Navigation

The Grand Traverse Islands – Worthy of National Lakeshore Designation

A kayaker enjoys a paddle around Rock Island. Photo by Tim Sweet.

In 1930 the boosters of Bayfield, Wis., invited a representative of the National Park Service to determine whether the Apostle Islands were suitable for designation as a national park. The man, Harlan Kelsey, took one look at the clear-cut, burned out islands and said, “Absolutely not. They will never be worthy of the National Park Service.”

Many people gave up hope. Yet 40 years later, despite Harlan’s dismissal, the Apostle Islands did become a national lakeshore, and Americans have been enjoying their great natural beauty and mystery ever since.

The Grand Traverse Islands, connecting northern Door County to Michigan’s Garden Peninsula, are the next Apostle Islands – or should be.

The properties that would make up the national lakeshore are highlighted in bright green.

The island chain is rich in biodiversity and cultural significance. Part of the vast Niagara Escarpment, stretching all the way to Niagara Falls, the islands consist of dolomitic limestone rock formed more than 425 million years ago from compressed coral reefs along the shores of a warm, shallow sea. Rare wildflowers and orchids found almost nowhere else on earth call them home; songbirds, bats and butterflies return to them every summer; lake fish spawn in their shallows by the thousands; and monuments to our maritime history command their shores.

They were given their name by early French voyageurs paddling from one peninsula to the other on their long and difficult journeys, and they encompass five 19th century lighthouses, a former U.S. Life Saving Service Station, numerous shipwrecks, Native American archaeological sites, and the great estate of Chester Thordarson.

The islands were identified for protection as far back as 1967, when the U.S. Bureau of Outdoor Recreation conducted an unofficial study of the islands and recommended that they be turned into an “interstate wilderness park” – a recommendation that was later enthroned in the Bureau’s landmark 1970 Islands of America report. On the heels of that recommendation, Wisconsin and Michigan began jointly planning the interstate park’s creation. Wisconsin went as far as to commission an environmental impact study of the Grand Traverse Islands State Park in 1978, and purchased five small plots of land on Detroit Island for inclusion into the park shortly thereafter. (The plots are still owned by the Wisconsin DNR to this day and remain on the books as an official state park.)

Pilot Island. Photo by Tim Sweet.

Sadly, either because of decreasing state coffers or the changing politics of the 1980s, the interstate park plan was abandoned. The islands have remained largely inaccessible to the public and the lighthouses and other historic buildings have been left to decay. Many are now among the nation’s most endangered maritime structures. This is a national tragedy.

The time to act on the Grand Traverse Islands has come, and the answer is a national lakeshore. The area would be most effectively managed by a single agency, and since the archipelago bridges the states of Wisconsin and Michigan, any single overseeing agency must be federal.
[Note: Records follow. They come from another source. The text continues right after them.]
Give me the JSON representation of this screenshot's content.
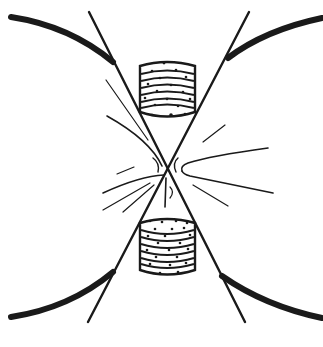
{
  "diagram": {
    "colors": {
      "background": "#ffffff",
      "ink": "#1a1a1a"
    },
    "labels": []
  }
}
The National Park Service (NPS) is a perfect candidate. Although the U.S. Fish and Wildlife Service does a fantastic job of managing the lands it oversees and is working with the Friends of Plum and Pilot Islands to open Plum Island up to the public, its primary goals do not typically include historic preservation and interpretation, which is greatly needed throughout the Grand Traverse Islands. The NPS has that interpretive mission, and would allow for greater public access.

Moreover, national parks generate huge economic benefits. According to a recently released National Park Service report, the national park system brought $14.7 billion in spending to gateway communities in 2012. With 401 National Park Service units, that is an average of more than $36.6 million dollars per park unit!

The process for creating a national lakeshore is neither easy nor straightforward. It would require an act of Congress or an executive order from the president, both of which can only be issued following an affirmative special resource study (SRS) of the area in question by the NPS. And the NPS can only conduct an SRS if it is authorized by Congress to do so.

With that in mind, I’m sending a proposal to Congress and requesting that they authorize an SRS. My hope is that by reigniting the conversation, I can keep the idea alive, and that one day – even if many years from now – the dream of a Grand Traverse Islands National Lakeshore might be realized.

You can view John’s proposal for a National Lakeshore at grandtraverseislands.com.